Discussing this issue in the editorial, we said that the aesthetic of the ugly has always been part of the celebrity celebrity aesthetic in Italy. Testimonies hang on the walls of all the more ancient and old-fashioned trattorias, restaurants, pizzerias, temples dedicated to the pagan celebrity cult, the icons of which are framed photographs of the cook with Ron Moss (there is always a photo with Ron Moss). , in these places) or a restaurateur with Brigitte Nielsen (same speech as Moss). It’s true, but partly true: Celebrities were forced to embrace this aesthetic, their best performance under the circumstances consisting of an exaggerated—and therefore fake—smile or outright annoyance. On “Celebrity in Italy” there is a photo of Jennifer Lopez in a pizzeria in Capri, which with a rare and obvious discogliamento (we imagine a photo of Ben Affleck, who we understand was with her, but, we understand, was hidden from the camera) suitable for photography I remember with margherita pizza and local staff. If she took that photo again today, Lopez would probably be the one to go and piss off the staff to take one that clearly shows the live edge of the Neapolitan pizza so she can explain to followers how to recognize it. and distinguish it from imitation.
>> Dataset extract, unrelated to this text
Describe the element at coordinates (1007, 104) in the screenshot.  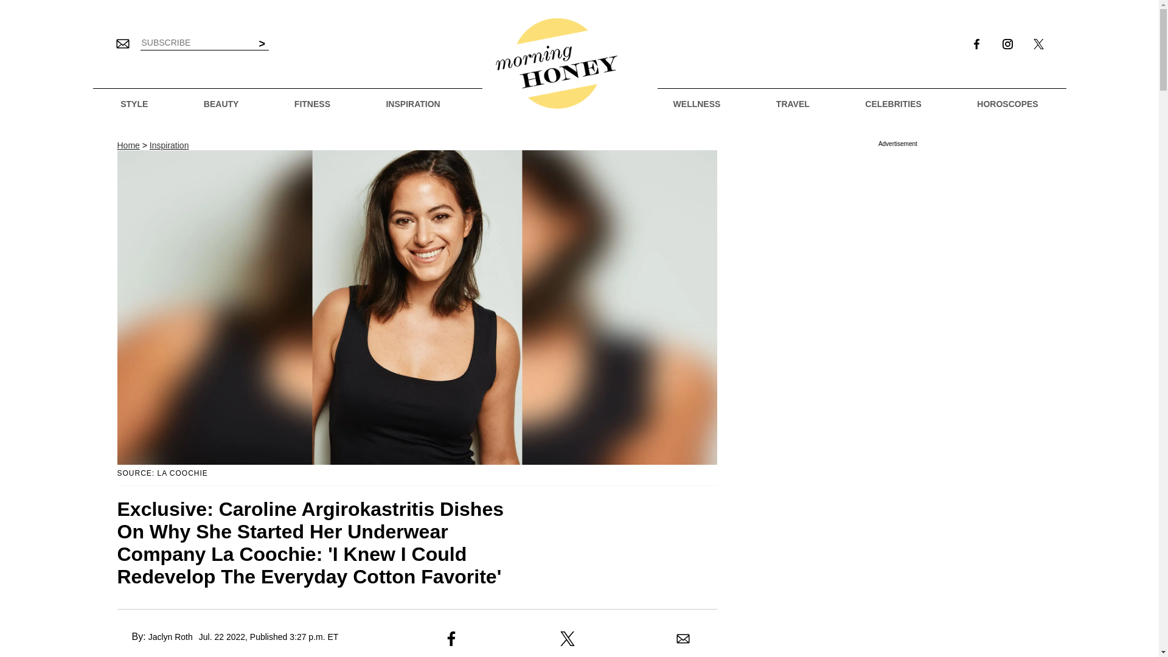
I see `HOROSCOPES` at that location.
But the issue is not only aesthetic. As in all things of this era, identity, real or feigned, is important here. De Niro goes to Naples, eats Mimi’s puparuolo ‘mbuttunato and Conchettina i Tre Santi’s pizza, kisses the Maradona figurine and enthusiastically takes the little chick from Jenny Di Virgilio’s master’s bed, speaks Neapolitan and announces that he will shoot a film in Naples, because it is an “Italian song” (then he returns to his 108-meter Benetti yacht, moored nearby, because, unfortunately, all vacations end sooner or later). Esposito describes San Carlo in Naples as the place where the love between his father and mother began, with melodramatic captions such as “Tears in my eyes” and “This place is the home of my heart.” Tom Morello of Rage Against the Machine receives honorary citizenship in Pratiglione, in the province of Turin where his great-great-grandfather was born, among blurry photographs of him displaying football team jerseys that I cannot recognize, posters announcing his arrival with a style announcing coming summer festival and mayors in tricolor ribbons making horns. Crowe is so committed to material attachment to Italy that he says he feels Italian because a member of his group bought a villa in Tropea, where in 1992, among other things, he went to shoot a film with Jennifer Beals, which then was not made for shady production schemes. Almost local.

“The fact that you are here is a life and a person,” one might say, quoting Whitman. But what kind of person is this? From this celebrity-created content emerges an ordinary postcard country, an exotic place, a folklore scene, a colorful neo-realism that really exists, however, only in the imagination of the American tourist, famous or not. And there is nothing less genuine, sincere, true than this identity, but what does a tourist know? And our fault, who knows: Magic Johnson was already fascinated by the grandeur of Positano lemons, the smell of which must have made him forget last year’s unpleasant episode when with Samuel L. Jackson he was mistaken for an immigrant who reveled in Forte dei Marmi in the face of an Italian worker, this experience of real Italy – and Michael Jordan can’t sit at a table in a restaurant without a guy with a mandolin arriving with a city band following him, make them improvise “In blue, dyed blue” (at the table with them was also Samuel L. Jackson, who, I believe, followed the scene with the muzzle of Major Marquis Warren of Hateful Eight), a scene reminiscent of this episode Soprano in which Uncle June begins to sing “Core ‘ngrato”, however rewritten by Quentin Tarantino and reworked by Robert Rodriguez.

“Italy is a gift from the gods that must be respected and honored,” one might say. quoting Crow (Russell). But let’s not be surprised if an American student comes to study in Florence for a year and is disappointed when she discovers that Italy is not the one she saw (even) in celebrity social networks. It’s their fault, of course. But also ours.